Historical note by Larry DeAngelo: As the obvious "giant" of escarpment, the east side of Mount Wilson got a lot of attention from the earliest Red Rock pioneers. John Williamson was just a kid when he began exploring the wall with his friends in 1966 and 1967. They wore their tennis shoes, tied in directly with a goldline rope, and carried a small collection of steel carabiners and knifeblade pitons. On their initial attempts, they did not get very far. However, some of the names they coined were the first Red Rock feature names coined by climbers. "Willy's Couloir" was their name (John's friends called him by the nickname "Willy"). "Sherwood Forest" was what they called the huge wooded ledge system halfway up the face.

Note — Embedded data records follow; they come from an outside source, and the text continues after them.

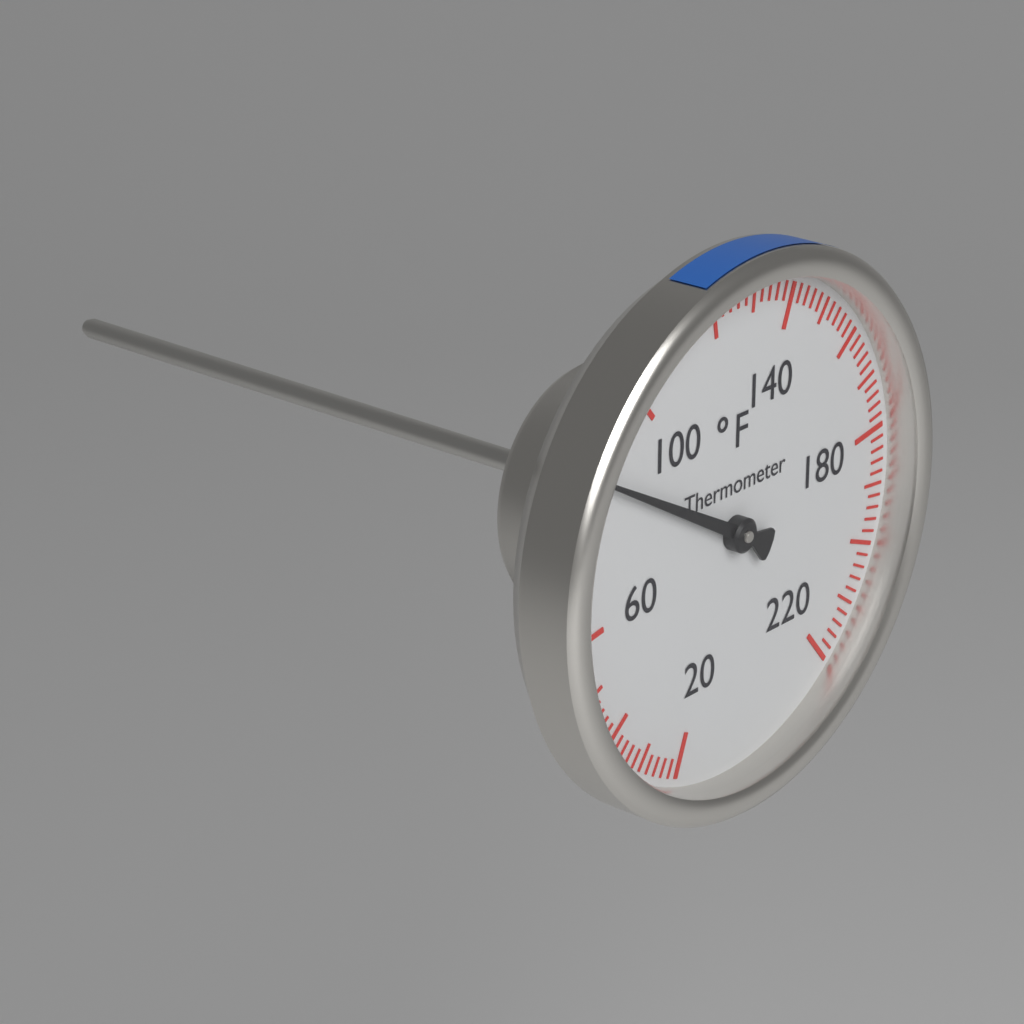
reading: 86 °F
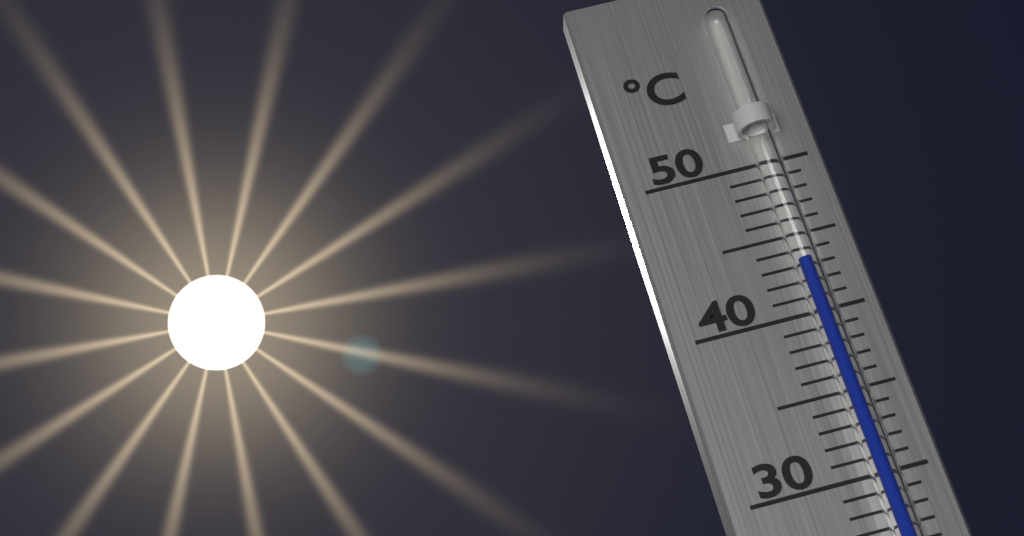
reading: 43 °C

As adventurous thirteen-year-olds, they were fans of Robin Hood.

Williamson's scouting (and persistence) ultimately paid off in 1970, when he and Keith Hogan completed a route to the summit. They navigated up Willy's Couloir, crossed to the right through Sherwood Forest, and climbed the northern headwall to the top. The following year Joe Herbst (who did not know John and Keith, and was unaware of their ascent) soloed directly to the northern edge of Sherwood Forest and continued up the top part of their route.

Joe's solo climb was done on the day before his wedding. The ascent was not as casual as it may sound. Although it took over thirty years until the route found its way into a guidebook (Sentimental Journey IV, 5.9), Joe said that he always considered that climb to be the pivotal moment in Red Rock, because it marked the beginning of "serious climbing."